Native’s Rutledge roots run deep
Published 12:00 pm Friday, April 16, 2010
With 2010 being honored as the “Year of the Small Town”, Rutledge got an early jump on things as the community came together last April for an entire Homecoming weekend filled with different activities centering around its town hall and Rutledge Primitive Baptist Church. And residents are looking to an even bigger Homecoming event during the weekend of April 24-25.
One of those residents is Clara Campbell Turner, an avid genealogist and lover of history–especially Rutledge’s history and its people.
Turner has published a compiled history of the people who were born before 1900 and who are buried in the Rutledge Primitive Baptist Church Cemetery. She will be selling these books throughout the Rutledge Homecoming weekend.
“A lot of people are interested in doing their own ancestry line, but I’m more interested in people’s actual contributions to the growth and development of the town of Rutledge from its beginnings,” she said. “I believe that we should honor and remember those people who built Crenshaw County; after all, Rutledge was the first county seat.”
“I included not only biographical sketches of those who are buried at the church, but I also went forward and added information about their children, some of whom are still living,” she explained. “I gathered information from marriage records, census records, obits, former newspapers such as “The Rutledge Wave” and “The Crenshaw County News”, as well as “The Luverne Journal”–and by studying the grave sites themselves.”
Turner, who has been working on the book for the past year, also spent a vast amount of time searching the Internet, conducting interviews with family members, and making lots of phone calls.
Needless to say, the book has been a labor of love for her.
“I remember as a child, sitting on a nail keg for hours down in Rutledge on Saturday nights, listening to folks talk,” she said. “I loved to hear their stories, and I loved and respected those salt-of-the-earth folks who walked and talked in the Rutledge I knew. And through this research, I have learned to love and respect those ‘before my time’–those in the Rutledge community from its beginning, whose efforts made Rutledge a home worth remembering.”
The booklets will be on sale throughout the April 24-25 weekend for $25 each, and Turner will also be on hand to sign copies.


**What the task asks:**
Look for the string "Documents" in the material below. Copy every line where you find it.

**Data section:**

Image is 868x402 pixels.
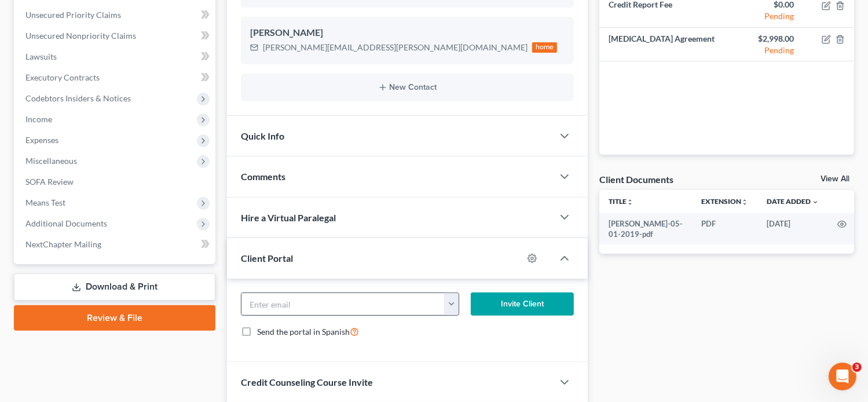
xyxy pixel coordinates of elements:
[16,67,215,88] a: Executory Contracts
[852,362,861,372] span: 3
[16,26,215,47] a: Unsecured Nonpriority Claims
[26,219,107,228] span: Additional Documents
[811,198,819,206] i: expand_more
[736,33,794,45] div: $2,998.00
[14,305,215,331] a: Review & File
[16,171,215,192] a: SOFA Review
[26,177,74,186] span: SOFA Review
[241,293,445,315] input: Enter email
[692,213,757,245] td: PDF
[263,42,527,53] div: [PERSON_NAME][EMAIL_ADDRESS][PERSON_NAME][DOMAIN_NAME]
[599,173,673,185] div: Client Documents
[532,42,558,53] div: home
[471,292,574,316] button: Invite Client
[736,45,794,56] div: Pending
[257,326,349,337] span: Send the portal in Spanish
[26,239,101,249] span: NextChapter Mailing
[741,198,748,206] i: unfold_more
[26,198,65,207] span: Means Test
[241,171,285,182] span: Comments
[608,197,633,206] a: Titleunfold_more
[820,175,849,183] a: View All
[16,47,215,67] a: Lawsuits
[26,51,57,61] span: Lawsuits
[250,83,565,92] button: New Contact
[241,212,336,223] span: Hire a Virtual Paralegal
[828,362,856,391] iframe: Intercom live chat
[241,252,293,264] span: Client Portal
[16,5,215,26] a: Unsecured Priority Claims
[26,135,59,145] span: Expenses
[26,30,136,40] span: Unsecured Nonpriority Claims
[757,213,828,245] td: [DATE]
[766,197,819,206] a: Date Added expand_more
[241,376,373,387] span: Credit Counseling Course Invite
[14,273,215,300] a: Download & Print
[26,10,121,20] span: Unsecured Priority Claims
[26,72,100,82] span: Executory Contracts
[736,10,794,22] div: Pending
[627,198,633,206] i: unfold_more
[26,93,131,103] span: Codebtors Insiders & Notices
[250,26,565,40] div: [PERSON_NAME]
[16,234,215,255] a: NextChapter Mailing
[701,197,748,206] a: Extensionunfold_more
[26,156,77,165] span: Miscellaneous
[599,27,726,61] td: [MEDICAL_DATA] Agreement
[599,213,692,245] td: [PERSON_NAME]-05-01-2019-pdf
[26,114,52,124] span: Income
[241,130,284,141] span: Quick Info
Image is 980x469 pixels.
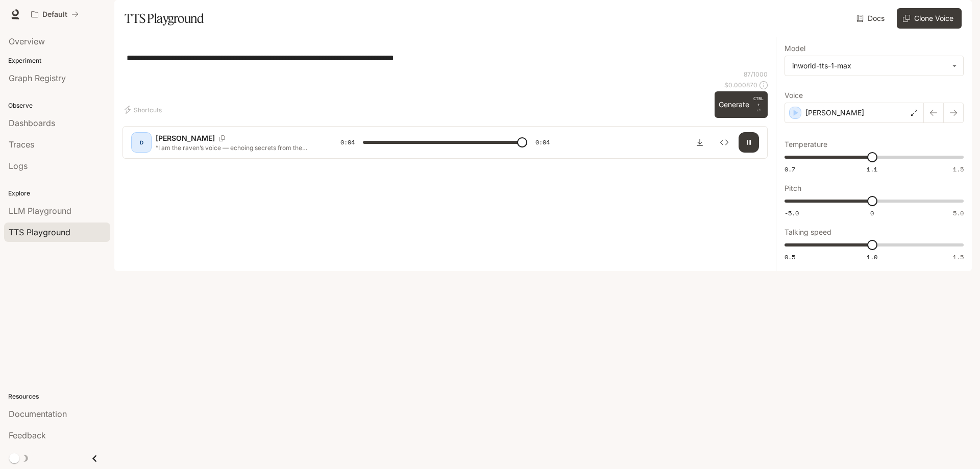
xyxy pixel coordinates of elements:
div: D [133,134,150,150]
button: All workspaces [27,4,83,25]
span: 0 [870,209,874,218]
p: $ 0.000870 [725,80,757,89]
p: Model [784,45,806,52]
h1: TTS Playground [124,8,204,29]
p: Temperature [784,141,828,148]
button: GenerateCTRL +⏎ [714,91,768,118]
p: Talking speed [784,229,832,236]
span: 0.5 [784,253,795,262]
span: 1.5 [953,253,964,262]
button: Shortcuts [122,102,166,118]
div: inworld-tts-1-max [785,56,963,76]
span: 0:04 [341,137,355,148]
span: -5.0 [784,209,799,218]
div: inworld-tts-1-max [792,60,947,71]
span: 1.5 [953,165,964,174]
a: Docs [854,8,889,29]
p: [PERSON_NAME] [156,133,215,144]
span: 0.7 [784,165,795,174]
p: [PERSON_NAME] [806,108,864,118]
p: Pitch [784,185,801,192]
p: Voice [784,92,803,99]
button: Inspect [714,132,734,152]
span: 1.0 [867,253,878,262]
button: Copy Voice ID [215,135,229,141]
span: 1.1 [867,165,878,174]
p: CTRL + [753,95,764,108]
button: Download audio [690,132,710,152]
p: 87 / 1000 [744,70,768,78]
p: ⏎ [753,95,764,114]
p: “I am the raven’s voice — echoing secrets from the past, and whispers from the future.” [156,144,316,152]
span: 0:04 [536,137,549,148]
button: Clone Voice [897,8,961,29]
span: 5.0 [953,209,964,218]
p: Default [43,10,67,19]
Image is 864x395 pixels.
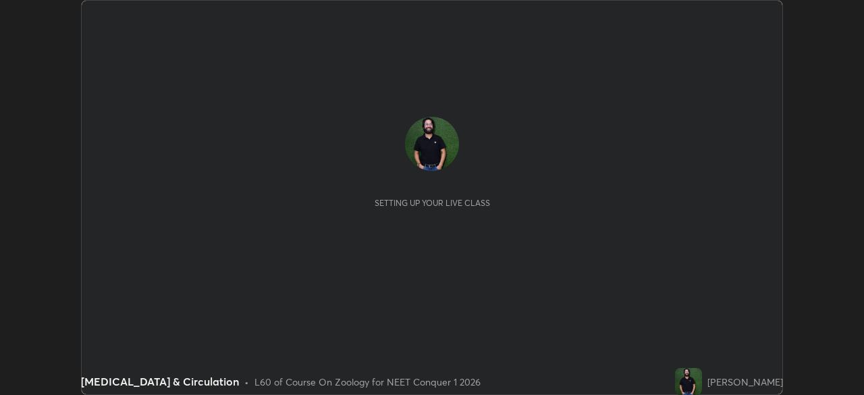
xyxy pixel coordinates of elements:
div: L60 of Course On Zoology for NEET Conquer 1 2026 [254,374,480,389]
div: Setting up your live class [374,198,490,208]
div: [MEDICAL_DATA] & Circulation [81,373,239,389]
img: 8be69093bacc48d5a625170d7cbcf919.jpg [405,117,459,171]
img: 8be69093bacc48d5a625170d7cbcf919.jpg [675,368,702,395]
div: [PERSON_NAME] [707,374,783,389]
div: • [244,374,249,389]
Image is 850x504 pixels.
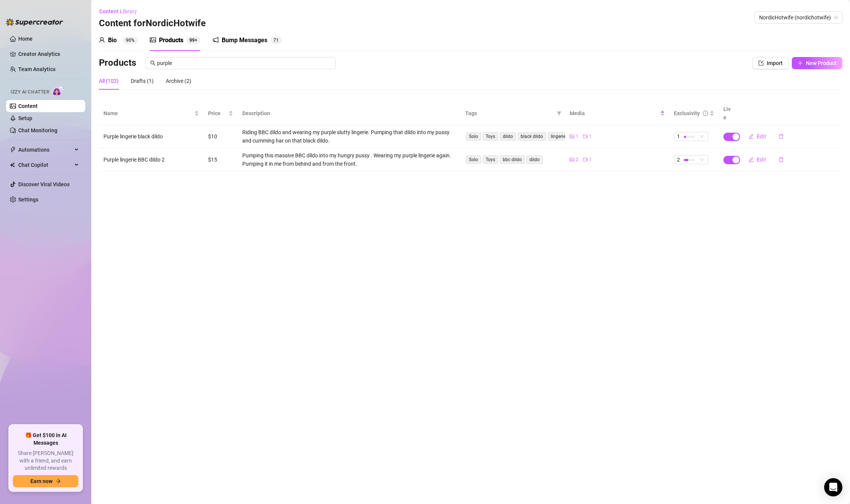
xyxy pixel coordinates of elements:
[238,102,461,125] th: Description
[99,5,143,17] button: Content Library
[18,115,32,121] a: Setup
[222,36,267,45] div: Bump Messages
[757,156,766,162] span: Edit
[798,60,802,66] span: plus
[203,125,238,148] td: $10
[575,156,578,164] span: 2
[677,156,680,164] span: 2
[108,36,117,45] div: Bio
[583,134,587,139] span: video-camera
[466,132,481,141] span: Solo
[703,111,708,116] span: info-circle
[483,132,498,141] span: Toys
[742,130,772,142] button: Edit
[575,133,578,140] span: 1
[18,103,38,109] a: Content
[273,38,276,43] span: 7
[159,36,183,45] div: Products
[123,36,138,44] sup: 90%
[208,109,227,117] span: Price
[483,156,498,164] span: Toys
[565,102,669,125] th: Media
[18,128,58,134] a: Chat Monitoring
[772,130,790,142] button: delete
[157,59,331,67] input: Search messages
[99,37,105,43] span: user
[718,102,738,125] th: Live
[555,107,563,119] span: filter
[99,8,137,15] span: Content Library
[824,478,842,497] div: Open Intercom Messenger
[13,450,79,472] span: Share [PERSON_NAME] with a friend, and earn unlimited rewards
[518,132,546,141] span: black dildo
[758,60,763,66] span: import
[13,432,79,446] span: 🎁 Get $100 in AI Messages
[213,37,219,43] span: notification
[52,85,64,97] img: AI Chatter
[569,134,574,139] span: picture
[99,57,136,69] h3: Products
[806,60,837,66] span: New Product
[56,478,61,484] span: arrow-right
[569,157,574,162] span: picture
[767,60,782,66] span: Import
[99,102,203,125] th: Name
[99,148,203,171] td: Purple lingerie BBC dildo 2
[500,156,524,164] span: bbc dildo
[589,133,592,140] span: 1
[752,57,788,69] button: Import
[759,12,838,23] span: NordicHotwife (nordichotwife)
[18,144,73,156] span: Automations
[186,36,200,44] sup: 101
[242,128,457,145] div: Riding BBC dildo and wearing my purple slutty lingerie. Pumping that dildo into my pussy and cumm...
[677,132,680,141] span: 1
[271,36,282,44] sup: 71
[742,154,772,166] button: Edit
[242,151,457,168] div: Pumping this massive BBC dildo into my hungry pussy . Wearing my purple lingerie again. Pumping i...
[203,148,238,171] td: $15
[18,197,38,203] a: Settings
[11,89,49,96] span: Izzy AI Chatter
[18,48,79,60] a: Creator Analytics
[583,157,587,162] span: video-camera
[10,147,16,153] span: thunderbolt
[150,60,156,66] span: search
[276,38,279,43] span: 1
[30,478,52,484] span: Earn now
[103,109,193,117] span: Name
[748,134,753,139] span: edit
[778,157,784,162] span: delete
[547,132,569,141] span: lingerie
[203,102,238,125] th: Price
[99,125,203,148] td: Purple lingerie black dildo
[18,36,33,42] a: Home
[778,134,784,139] span: delete
[792,57,842,69] button: New Product
[18,181,70,187] a: Discover Viral Videos
[500,132,516,141] span: dildo
[461,102,565,125] th: Tags
[772,154,790,166] button: delete
[10,162,15,168] img: Chat Copilot
[833,15,838,19] span: team
[466,156,481,164] span: Solo
[526,156,542,164] span: dildo
[748,157,753,162] span: edit
[465,109,554,117] span: Tags
[99,77,119,85] div: All (102)
[757,134,766,140] span: Edit
[6,18,63,26] img: logo-BBDzfeDw.svg
[673,109,700,117] div: Exclusivity
[166,77,191,85] div: Archive (2)
[150,37,156,43] span: picture
[18,159,73,171] span: Chat Copilot
[18,66,56,72] a: Team Analytics
[99,17,205,30] h3: Content for NordicHotwife
[131,77,154,85] div: Drafts (1)
[557,111,561,115] span: filter
[589,156,592,164] span: 1
[13,475,79,487] button: Earn nowarrow-right
[569,109,659,117] span: Media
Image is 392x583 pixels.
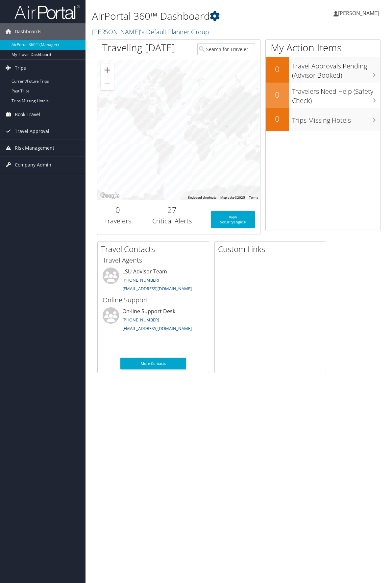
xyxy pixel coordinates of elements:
span: Company Admin [15,157,51,173]
button: Keyboard shortcuts [188,195,216,200]
a: Terms (opens in new tab) [249,196,258,199]
a: [EMAIL_ADDRESS][DOMAIN_NAME] [122,325,191,331]
h2: Custom Links [218,243,326,255]
h2: Travel Contacts [101,243,209,255]
h2: 0 [102,204,133,216]
h2: 0 [266,64,289,74]
span: Book Travel [15,106,40,122]
a: [PERSON_NAME] [333,3,385,23]
h3: Online Support [103,295,204,304]
span: Travel Approval [15,123,49,139]
a: More Contacts [120,357,186,369]
button: Zoom in [101,64,114,77]
h3: Travelers Need Help (Safety Check) [292,83,380,105]
input: Search for Traveler [198,43,255,55]
span: Map data ©2025 [220,196,245,199]
a: 0Travelers Need Help (Safety Check) [266,82,380,108]
h2: 0 [266,89,289,100]
li: LSU Advisor Team [99,267,207,294]
a: [PHONE_NUMBER] [122,277,159,283]
button: Zoom out [101,77,114,90]
h2: 27 [143,204,201,216]
span: Trips [15,60,26,76]
h3: Critical Alerts [143,216,201,226]
h3: Travelers [102,216,133,226]
h2: 0 [266,113,289,124]
span: Risk Management [15,140,54,156]
span: [PERSON_NAME] [338,10,379,17]
a: 0Trips Missing Hotels [266,108,380,131]
img: airportal-logo.png [14,4,80,20]
li: On-line Support Desk [99,307,207,334]
h3: Travel Agents [103,256,204,265]
h1: AirPortal 360™ Dashboard [92,9,288,23]
a: View SecurityLogic® [211,211,255,228]
h1: Traveling [DATE] [102,41,175,55]
span: Dashboards [15,23,41,40]
img: Google [99,192,121,200]
a: 0Travel Approvals Pending (Advisor Booked) [266,57,380,82]
a: [EMAIL_ADDRESS][DOMAIN_NAME] [122,285,191,291]
a: [PHONE_NUMBER] [122,316,159,322]
a: [PERSON_NAME]'s Default Planner Group [92,27,211,36]
h3: Travel Approvals Pending (Advisor Booked) [292,58,380,80]
a: Open this area in Google Maps (opens a new window) [99,192,121,200]
h3: Trips Missing Hotels [292,112,380,125]
h1: My Action Items [266,41,380,55]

**Response box:**
[26,219,107,228] span: Additional Documents
[599,173,673,185] div: Client Documents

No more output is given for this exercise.